Movie Review – Nosferatu
Director: Robert Eggers
Starring: Bill Skarsgård, Lily-Rose Depp, Nicholas Hoult, Willem Dafoe
Year: 2024
Robert Eggers is a madman and I mean that as the highest compliment.
The Witch. The Lighthouse. The Northman. Each one more obsessively detailed than the last. Each one absolutely committed to its period and its vision. The man researches 17th century goat husbandry for authenticity. He builds actual Viking longhouses. He’s insane.
Nosferatu is Eggers tackling the vampire myth. The original story. F.W. Murnau’s 1922 film. The shadow on the wall. The fingers. The rat-faced horror that defined what movie monsters could be.
And it’s. God. It’s so good.
Bill Skarsgård as Count Orlok is genuinely terrifying. This is not sexy vampire territory. This is not suave immortal seducer. This is plague in human form. Death wearing skin. The makeup and performance work together to create something that shouldn’t exist, that your brain rejects as wrong. When he appears on screen the temperature drops. You feel cold in the theater.
Lily-Rose Depp as Ellen is the center of the film in a way that previous adaptations haven’t explored. Her connection to Orlok — that psychic bond that draws him across Europe — is not just plot mechanics here. Eggers makes it erotic and horrifying and shameful. Ellen is pulled toward something she knows will destroy her and she cannot stop. It’s addiction metaphor if you want it to be. It’s sexual awakening horror if you want that instead. It’s both.

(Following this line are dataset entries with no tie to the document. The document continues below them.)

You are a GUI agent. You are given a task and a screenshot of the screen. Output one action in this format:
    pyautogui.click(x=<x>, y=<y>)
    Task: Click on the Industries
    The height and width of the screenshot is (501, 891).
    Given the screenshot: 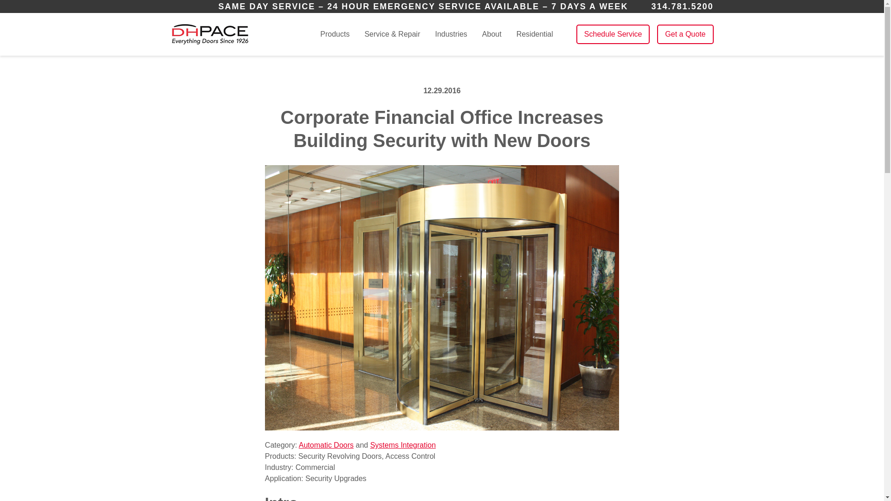 What is the action you would take?
    pyautogui.click(x=451, y=34)
    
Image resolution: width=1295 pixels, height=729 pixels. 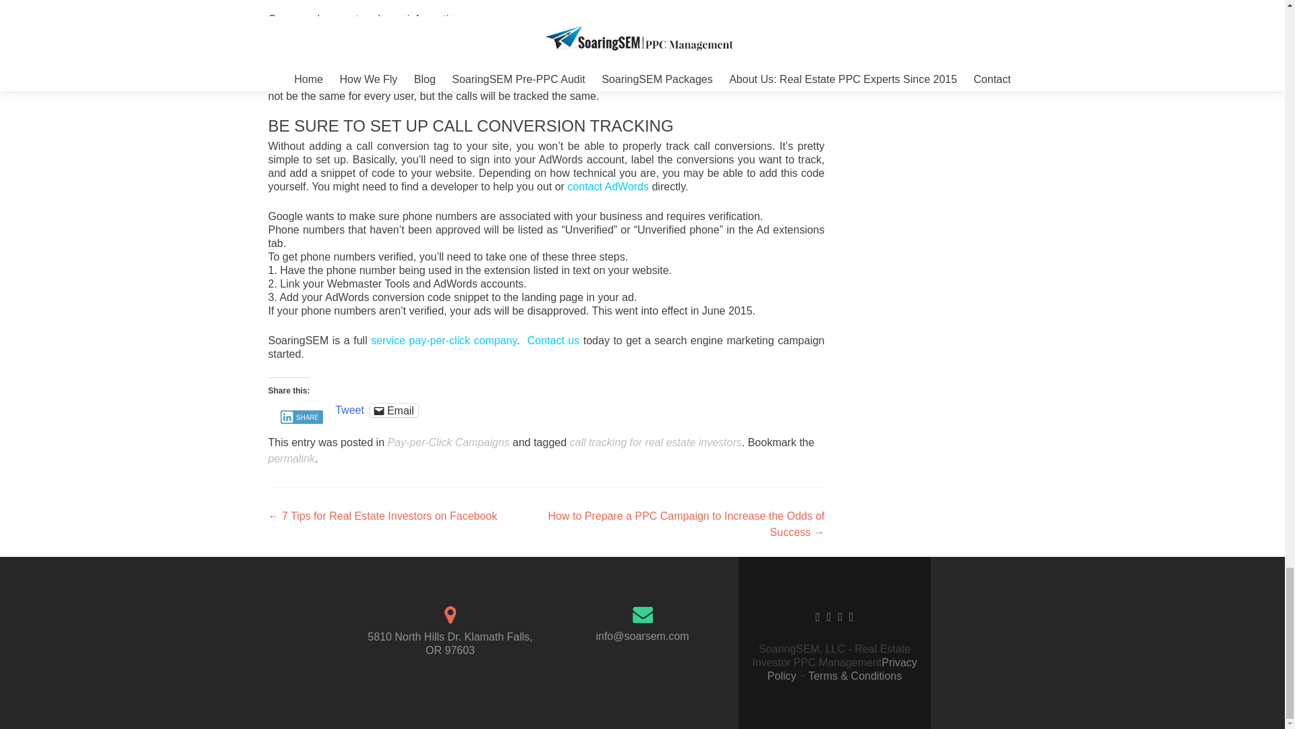 What do you see at coordinates (656, 442) in the screenshot?
I see `call tracking for real estate investors` at bounding box center [656, 442].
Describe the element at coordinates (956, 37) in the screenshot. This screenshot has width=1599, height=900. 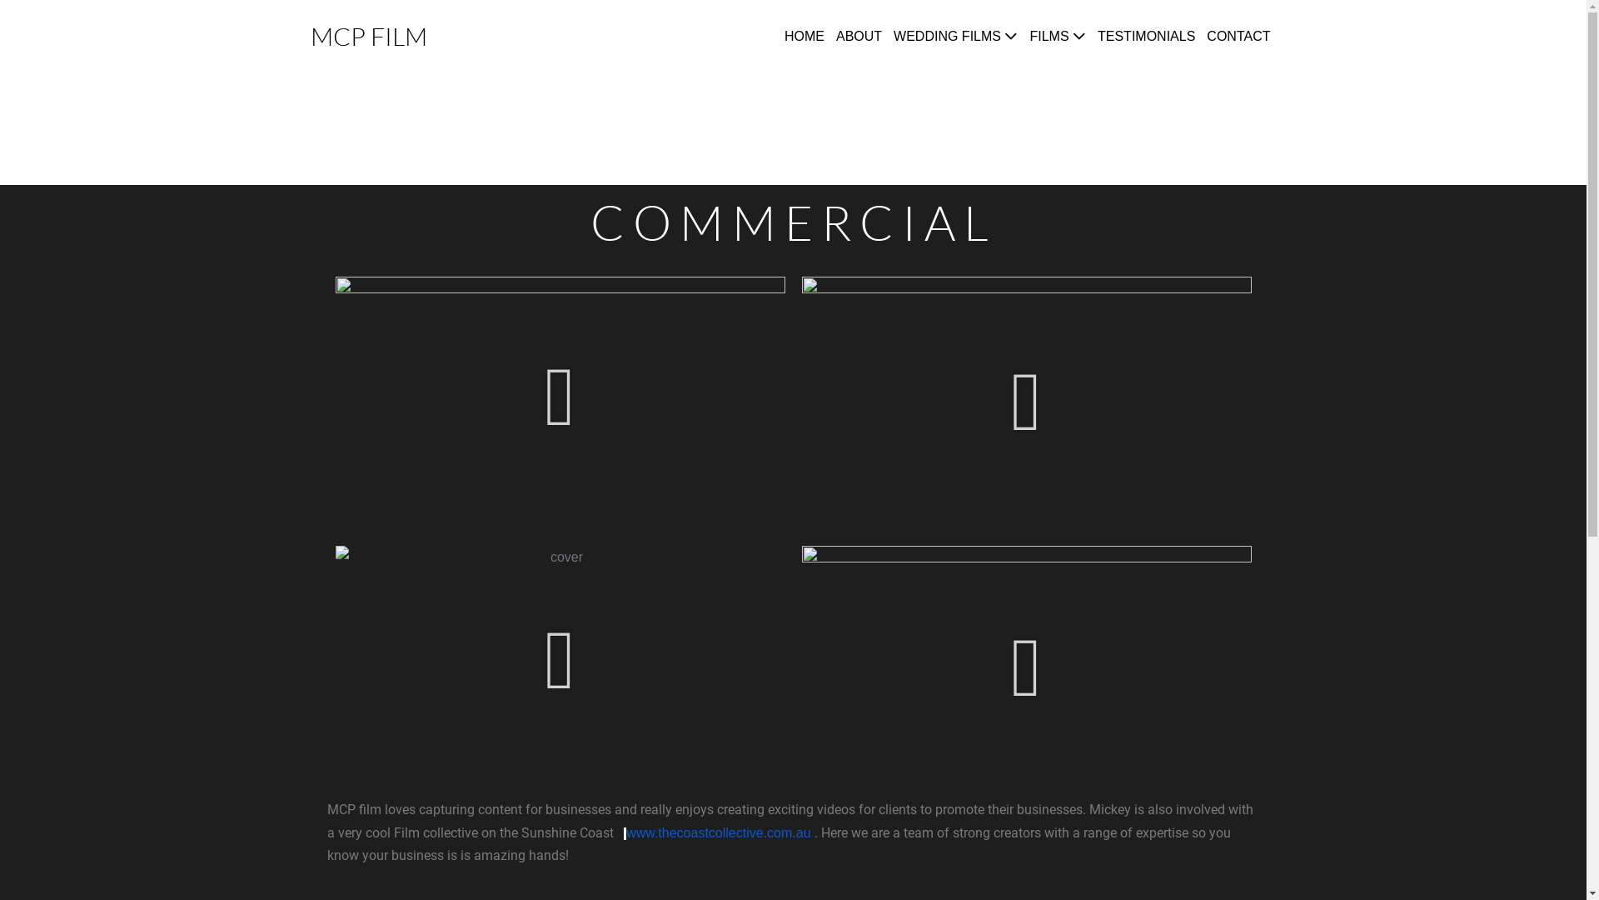
I see `WEDDING FILMS` at that location.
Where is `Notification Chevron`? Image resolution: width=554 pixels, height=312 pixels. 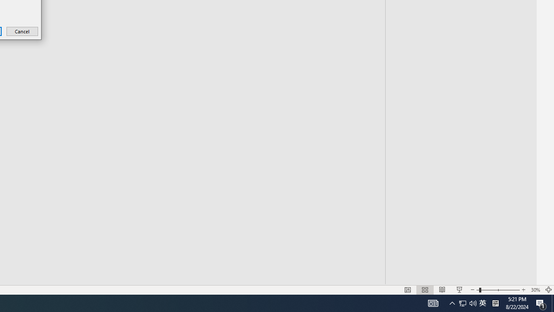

The production design is beyond praise. Every frame looks like a painting from the 1800s come to life. The practical effects — the rats, the shadows, the decaying bodies — make CGI look like a cheap trick. Eggers shot on 35mm film and you can feel the texture of it.
Nicholas Hoult plays Thomas Hutter, Ellen’s husband, and he’s essentially the audience surrogate. A rational man confronted with the irrational. His journey to Orlok’s castle is. I mean. Horror filmmaking at its finest. The dread builds and builds until you want to scream at him to turn around.
Willem Dafoe returns to vampire hunting after Shadow of the Vampire and he’s obviously having a blast. Van Helsing reimagined as this eccentric occult scholar, playing against his usual intensity with something more theatrical.
My complaint. One complaint. The middle section in the town drags slightly. After the castle sequence the movie has to downshift and set up the finale and some of that setup feels slower than the rest. Minor issue.
Nosferatu is the best horror movie of the year. Maybe the best horror movie in years. Eggers took a story that’s been told a dozen times and found new terror in it. New beauty in its ugliness.
Go see this in theaters. Go see it with someone who’s scared easily. Watch them clutch their armrest. That’s the experience.